Exploring Recommender System Evaluation: A Multi-Modal User Agent Framework for A/B Testing

In recommender systems, online A/B testing is a crucial method for evaluating the performance of different models. However, conducting online A/B testing often presents significant challenges, including substantial economic costs, user experience degradation, and considerable time requirements. With the Large Language Models' powerful capacity, LLM-based agent shows great potential to replace traditional online A/B testing. Nonetheless, current agents fail to simulate the perception process and interaction patterns, due to the lack of real environments and visual perception capability. To address these challenges, we introduce a multi-modal user agent for A/B testing (A/B Agent). Specifically, we construct a recommendation sandbox environment for A/B testing, enabling multimodal and multi-page interactions that align with real user behavior on online platforms. The designed agent leverages multimodal information perception, fine-grained user preferences, and integrates profiles, action memory retrieval, and a fatigue system to simulate complex human decision-making. We validated the potential of the agent as an alternative to traditional A/B testing from three perspectives: model, data, and features. Furthermore, we found that the data generated by A/B Agent can effectively enhance the capabilities of recommendation models. Our code is publicly available at https://github.com/Applied-Machine-Learning-Lab/ABAgent.

preprint2026arXiv

FollowTable: A Benchmark for Instruction-Following Table Retrieval

Table Retrieval (TR) has traditionally been formulated as an ad-hoc retrieval problem, where relevance is primarily determined by topical semantic similarity. With the growing adoption of LLM-based agentic systems, access to structured data is increasingly instruction-driven, where relevance is conditional on explicit content and schema constraints rather than topical similarity alone. We therefore formalize Instruction-Following Table Retrieval (IFTR), a new task that requires models to jointly satisfy topical relevance and fine-grained instruction constraints. We identify two core challenges in IFTR: (i) sensitivity to content scope, such as inclusion and exclusion constraints, and (ii) awareness of schema-grounded requirements, including column semantics and representation granularity--capabilities largely absent in existing retrievers. To support systematic evaluation, we introduce FollowTable, the first large-scale benchmark for IFTR, constructed via a taxonomy-driven annotation pipeline. We further propose a new metric, termed the Instruction Responsiveness Score, to evaluate whether retrieval rankings consistently adapt to user instructions relative to a topic-only baseline. Our results indicate that existing retrieval models struggle to follow fine-grained instructions over tabular data. In particular, they exhibit systematic biases toward surface-level semantic cues and remain limited in handling schema-grounded constraints, highlighting substantial room for future improvements.

preprint2026arXiv

Learning More from Less: Exploiting Counterfactuals for Data-Efficient Chart Understanding

Vision-Language Models (VLMs) have demonstrated remarkable progress in chart understanding, largely driven by supervised fine-tuning (SFT) on increasingly large synthetic datasets.

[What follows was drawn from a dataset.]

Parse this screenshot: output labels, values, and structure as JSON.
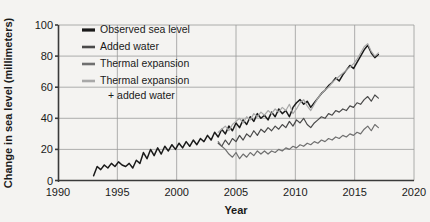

However, scaling SFT data alone is inefficient and overlooks a key property of charts: charts are programmatically generated visual artifacts, where small, code-controlled visual changes can induce drastic shifts in semantics and correct answers. Learning this counterfactual sensitivity requires VLMs to discriminate fine-grained visual differences, yet standard SFT treats training instances independently and provides limited supervision to enforce this behavior. To address this, we introduce ChartCF, a data-efficient training framework designed to enhance counterfactual sensitivity. ChartCF consists of: (1) a counterfactual data synthesis pipeline via code modification, (2) a chart similarity-based data selection strategy that filters overly difficult samples for improved training efficiency, and (3) multimodal preference optimization across both textual and visual modalities. Experiments on five benchmarks show that ChartCF achieves superior or comparable performance to strong chart-specific VLMs while using significantly less training data.